Getting Your @#%* Together
Having read, watched and listened to a lot information about effective goal setting I’d like to share what works well for me. I’ve nutted this out very imperfectly over many years and it has been quite useful for me to sit down and actually write this process out breaking it down into blog-sized chunks. I hope you find it useful too and I am very interested in how you go about planning your life.
Some people find it easy to work out what they want in life. Others struggle. Sometimes life takes a huge detour and we find ourselves lost and needing to deconstruct and re-evaluate everything. I find it helpful to start by looking at the big picture:
Where would I like to be in 5 - 10 year’s time?
If you’ve never done this before why not give it a go. This was a game changer for me.
I spend time dreaming about what my life would look like if it unfolded perfectly? Once I attended a yoga retreat and created a “Vision Board.” It was a poster-sized piece of paper covered with images and words cut out from old magazines that ‘spoke’ to me. Images and words that stood out as representative of the life I want to create.
I think about my life right now:
What have I already accomplished?
What is going well?
I revisit my values:
What is important to me?
What do I want out of life?
One activity I found helpful was to write my own eulogy thinking about what I would like people to say about me at my funeral. A little macabre perhaps but helpful.
Answering these questions works out which goals will have the biggest impact in getting me where I want to go.
Next I write down my talents, abilities, skills and resources remembering that resources and skills can include things and people and they tend to evolve with time so need to be revisited every year.
Can my talents, abilities, skills and resources help me achieve what I hope for?
Maybe I need to plan to obtain some new skills and resources in order to fulfil my dreams.
Finally I decide for the year ahead:
What do I want to let go of?
What do I want to give myself to?
I spell this out by formulating 3 or 4 specific major goals for the year. Any more and I have found I just can’t remember them. I make them positive statements that focus on success rather than failure.
Research has found that the most successful people choose goals to reach for rather than problems to be solved. If you tend to set negative goals (eg. stop biting my nails) you can turn these into positive ones by asking yourself the question:
“What needs to be done?”
I make sure I write my goals down and get some feedback from those I trust. I want them to be challenging but doable and reflective of my values and beliefs. A 2015 study by psychologist, Gail Mathews, found that when people write down their goals they are 33% more likely to achieve them than those who just think about them.
Do you ever set New Year’s resolutions? How do you go about it? What goals and dreams inspire you this year? With 2019 just beginning now is the perfect time to write them down. If you would enjoy doing so, feel free to share in the comment section below.
In my next blog I get right down to all things planning related. The best way I have found of planning my days, weeks and year to get stuff done.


_Work task_: If a line below includes the string "ffffff", copy it.

Data excerpts
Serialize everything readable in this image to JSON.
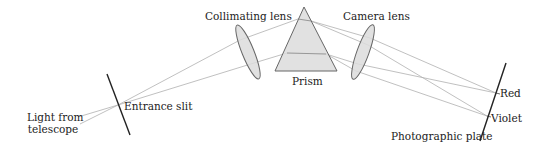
{
  "labels": {
    "light_source_line1": "Light from",
    "light_source_line2": "telescope",
    "entrance_slit": "Entrance slit",
    "collimating_lens": "Collimating lens",
    "prism": "Prism",
    "camera_lens": "Camera lens",
    "red": "Red",
    "violet": "Violet",
    "photographic_plate": "Photographic plate"
  },
  "colors": {
    "ray": "#b0b0b0",
    "optic_fill": "#dcdcdc",
    "optic_stroke": "#666666",
    "line": "#222222"
  }
}
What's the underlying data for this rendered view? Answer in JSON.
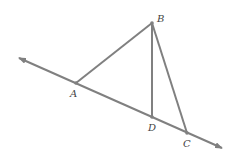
{
  "diagram": {
    "stroke_color": "#808080",
    "label_color": "#444444",
    "points": {
      "A": {
        "label": "A",
        "x": 76,
        "y": 83
      },
      "B": {
        "label": "B",
        "x": 152,
        "y": 23
      },
      "C": {
        "label": "C",
        "x": 187,
        "y": 133
      },
      "D": {
        "label": "D",
        "x": 152,
        "y": 117
      }
    },
    "line": {
      "from": [
        19,
        58
      ],
      "to": [
        222,
        148
      ],
      "arrows": "both"
    },
    "segments": [
      "AB",
      "BD",
      "BC"
    ]
  }
}
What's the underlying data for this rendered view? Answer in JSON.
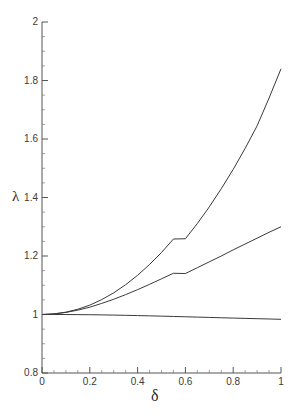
{
  "chart_data": {
    "type": "line",
    "title": "",
    "xlabel": "δ",
    "ylabel": "λ",
    "xlim": [
      0,
      1
    ],
    "ylim": [
      0.8,
      2
    ],
    "grid": false,
    "legend": "none",
    "xticks": [
      "0",
      "0.2",
      "0.4",
      "0.6",
      "0.8",
      "1"
    ],
    "xtick_values": [
      0,
      0.2,
      0.4,
      0.6,
      0.8,
      1
    ],
    "yticks": [
      "0.8",
      "1",
      "1.2",
      "1.4",
      "1.6",
      "1.8",
      "2"
    ],
    "ytick_values": [
      0.8,
      1,
      1.2,
      1.4,
      1.6,
      1.8,
      2
    ],
    "x": [
      0,
      0.05,
      0.1,
      0.15,
      0.2,
      0.25,
      0.3,
      0.35,
      0.4,
      0.45,
      0.5,
      0.55,
      0.6,
      0.65,
      0.7,
      0.75,
      0.8,
      0.85,
      0.9,
      0.95,
      1
    ],
    "series": [
      {
        "name": "upper-curve",
        "color": "#3a3a3a",
        "values": [
          1.0,
          1.002,
          1.008,
          1.018,
          1.032,
          1.051,
          1.074,
          1.102,
          1.134,
          1.171,
          1.212,
          1.258,
          1.259,
          1.311,
          1.368,
          1.43,
          1.496,
          1.568,
          1.645,
          1.74,
          1.84
        ]
      },
      {
        "name": "middle-curve",
        "color": "#3a3a3a",
        "values": [
          1.0,
          1.002,
          1.007,
          1.015,
          1.025,
          1.038,
          1.052,
          1.068,
          1.085,
          1.103,
          1.122,
          1.141,
          1.14,
          1.16,
          1.18,
          1.2,
          1.221,
          1.241,
          1.261,
          1.281,
          1.3
        ]
      },
      {
        "name": "lower-curve",
        "color": "#3a3a3a",
        "values": [
          1.0,
          1.0,
          0.9999,
          0.9996,
          0.9992,
          0.9987,
          0.998,
          0.9972,
          0.9963,
          0.9954,
          0.9944,
          0.9933,
          0.9922,
          0.9911,
          0.99,
          0.9889,
          0.9878,
          0.9867,
          0.9857,
          0.9847,
          0.9835
        ]
      }
    ],
    "annotations": []
  },
  "axes": {
    "x_title": "δ",
    "y_title": "λ",
    "xtick_labels": [
      "0",
      "0.2",
      "0.4",
      "0.6",
      "0.8",
      "1"
    ],
    "ytick_labels": [
      "2",
      "1.8",
      "1.6",
      "1.4",
      "1.2",
      "1",
      "0.8"
    ],
    "axis_color": "#555555",
    "curve_color": "#3a3a3a"
  }
}
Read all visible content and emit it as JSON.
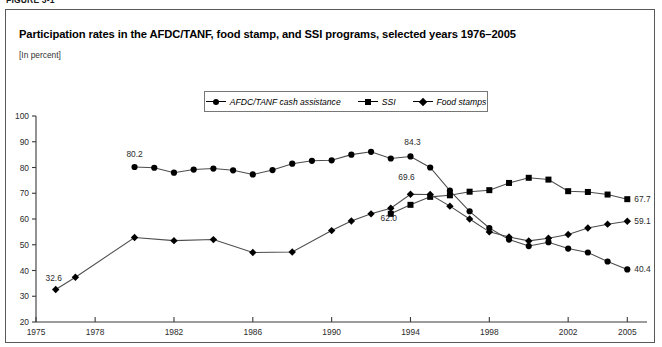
{
  "figure": {
    "figure_label": "FIGURE 3-1",
    "title": "Participation rates in the AFDC/TANF, food stamp, and SSI programs, selected years 1976–2005",
    "subtitle": "[In percent]"
  },
  "legend": {
    "items": [
      {
        "label": "AFDC/TANF cash assistance",
        "marker": "circle"
      },
      {
        "label": "SSI",
        "marker": "square"
      },
      {
        "label": "Food stamps",
        "marker": "diamond"
      }
    ]
  },
  "chart_data": {
    "type": "line",
    "title": "Participation rates in the AFDC/TANF, food stamp, and SSI programs, selected years 1976–2005",
    "subtitle": "[In percent]",
    "xlabel": "",
    "ylabel": "",
    "xlim": [
      1975,
      2006
    ],
    "ylim": [
      20,
      100
    ],
    "ytick_values": [
      20,
      30,
      40,
      50,
      60,
      70,
      80,
      90,
      100
    ],
    "ytick_labels": [
      "20",
      "30",
      "40",
      "50",
      "60",
      "70",
      "80",
      "90",
      "100"
    ],
    "xtick_values": [
      1975,
      1978,
      1982,
      1986,
      1990,
      1994,
      1998,
      2002,
      2005
    ],
    "xtick_labels": [
      "1975",
      "1978",
      "1982",
      "1986",
      "1990",
      "1994",
      "1998",
      "2002",
      "2005"
    ],
    "grid": false,
    "legend_position": "top-center",
    "series": [
      {
        "name": "AFDC/TANF cash assistance",
        "marker": "circle",
        "x": [
          1980,
          1981,
          1982,
          1983,
          1984,
          1985,
          1986,
          1987,
          1988,
          1989,
          1990,
          1991,
          1992,
          1993,
          1994,
          1995,
          1996,
          1997,
          1998,
          1999,
          2000,
          2001,
          2002,
          2003,
          2004,
          2005
        ],
        "y": [
          80.2,
          79.9,
          78.0,
          79.2,
          79.6,
          78.9,
          77.3,
          79.0,
          81.5,
          82.6,
          82.8,
          85.0,
          86.1,
          83.5,
          84.3,
          80.0,
          71.0,
          63.0,
          56.5,
          52.0,
          49.5,
          51.0,
          48.5,
          47.0,
          43.5,
          40.4
        ]
      },
      {
        "name": "SSI",
        "marker": "square",
        "x": [
          1993,
          1994,
          1995,
          1996,
          1997,
          1998,
          1999,
          2000,
          2001,
          2002,
          2003,
          2004,
          2005
        ],
        "y": [
          62.0,
          65.5,
          68.6,
          69.2,
          70.6,
          71.2,
          74.0,
          76.0,
          75.3,
          70.8,
          70.5,
          69.5,
          67.7
        ]
      },
      {
        "name": "Food stamps",
        "marker": "diamond",
        "x": [
          1976,
          1977,
          1980,
          1982,
          1984,
          1986,
          1988,
          1990,
          1991,
          1992,
          1993,
          1994,
          1995,
          1996,
          1997,
          1998,
          1999,
          2000,
          2001,
          2002,
          2003,
          2004,
          2005
        ],
        "y": [
          32.6,
          37.4,
          52.8,
          51.6,
          52.0,
          47.0,
          47.2,
          55.5,
          59.2,
          62.0,
          64.2,
          69.6,
          69.5,
          65.0,
          60.0,
          55.0,
          53.0,
          51.5,
          52.5,
          54.0,
          56.5,
          58.0,
          59.1
        ]
      }
    ],
    "point_labels": [
      {
        "series": "Food stamps",
        "x": 1976,
        "y": 32.6,
        "text": "32.6"
      },
      {
        "series": "AFDC/TANF cash assistance",
        "x": 1980,
        "y": 80.2,
        "text": "80.2"
      },
      {
        "series": "SSI",
        "x": 1993,
        "y": 62.0,
        "text": "62.0"
      },
      {
        "series": "Food stamps",
        "x": 1994,
        "y": 69.6,
        "text": "69.6"
      },
      {
        "series": "AFDC/TANF cash assistance",
        "x": 1994,
        "y": 84.3,
        "text": "84.3"
      },
      {
        "series": "SSI",
        "x": 2005,
        "y": 67.7,
        "text": "67.7"
      },
      {
        "series": "Food stamps",
        "x": 2005,
        "y": 59.1,
        "text": "59.1"
      },
      {
        "series": "AFDC/TANF cash assistance",
        "x": 2005,
        "y": 40.4,
        "text": "40.4"
      }
    ]
  }
}
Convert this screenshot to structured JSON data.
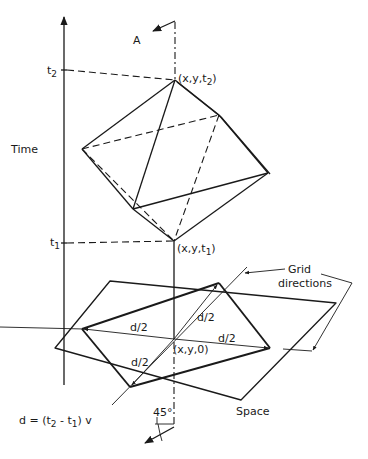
{
  "figure": {
    "axis": {
      "time_label": "Time",
      "t2_label": "t",
      "t2_sub": "2",
      "t1_label": "t",
      "t1_sub": "1"
    },
    "points": {
      "top_vertex": "(x,y,t",
      "top_vertex_sub": "2",
      "top_vertex_close": ")",
      "bottom_vertex": "(x,y,t",
      "bottom_vertex_sub": "1",
      "bottom_vertex_close": ")",
      "origin": "(x,y,0)"
    },
    "view_marker": "A",
    "grid": {
      "label_line1": "Grid",
      "label_line2": "directions"
    },
    "half_distance_labels": [
      "d/2",
      "d/2",
      "d/2",
      "d/2"
    ],
    "plane_label": "Space",
    "angle_label": "45°",
    "formula": {
      "prefix": "d = (t",
      "sub1": "2",
      "mid": " - t",
      "sub2": "1",
      "suffix": ") v"
    },
    "colors": {
      "ink": "#1a1a1a",
      "background": "#ffffff"
    }
  }
}
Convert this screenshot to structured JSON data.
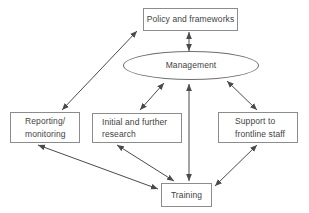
{
  "diagram": {
    "type": "flow-diagram",
    "background_color": "#ffffff",
    "line_color": "#4a4a4a",
    "box_border_color": "#8c8c8c",
    "text_color": "#3f3f3f",
    "nodes": {
      "policy": {
        "shape": "rectangle",
        "label": "Policy and frameworks"
      },
      "management": {
        "shape": "ellipse",
        "label": "Management"
      },
      "reporting": {
        "shape": "rectangle",
        "lines": [
          "Reporting/",
          "monitoring"
        ]
      },
      "research": {
        "shape": "rectangle",
        "lines": [
          "Initial and further",
          "research"
        ]
      },
      "support": {
        "shape": "rectangle",
        "lines": [
          "Support to",
          "frontline staff"
        ]
      },
      "training": {
        "shape": "rectangle",
        "label": "Training"
      }
    },
    "edges": [
      {
        "from": "reporting",
        "to": "policy",
        "type": "bidirectional-arrow"
      },
      {
        "from": "policy",
        "to": "management",
        "type": "bidirectional-arrow"
      },
      {
        "from": "management",
        "to": "research",
        "type": "bidirectional-arrow"
      },
      {
        "from": "management",
        "to": "support",
        "type": "bidirectional-arrow"
      },
      {
        "from": "management",
        "to": "training",
        "type": "bidirectional-arrow"
      },
      {
        "from": "reporting",
        "to": "training",
        "type": "bidirectional-arrow"
      },
      {
        "from": "research",
        "to": "training",
        "type": "bidirectional-arrow"
      },
      {
        "from": "support",
        "to": "training",
        "type": "bidirectional-arrow"
      }
    ]
  }
}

_Exercise response_:
      "background": "#ffffff"
    "background_color": "#ffffff",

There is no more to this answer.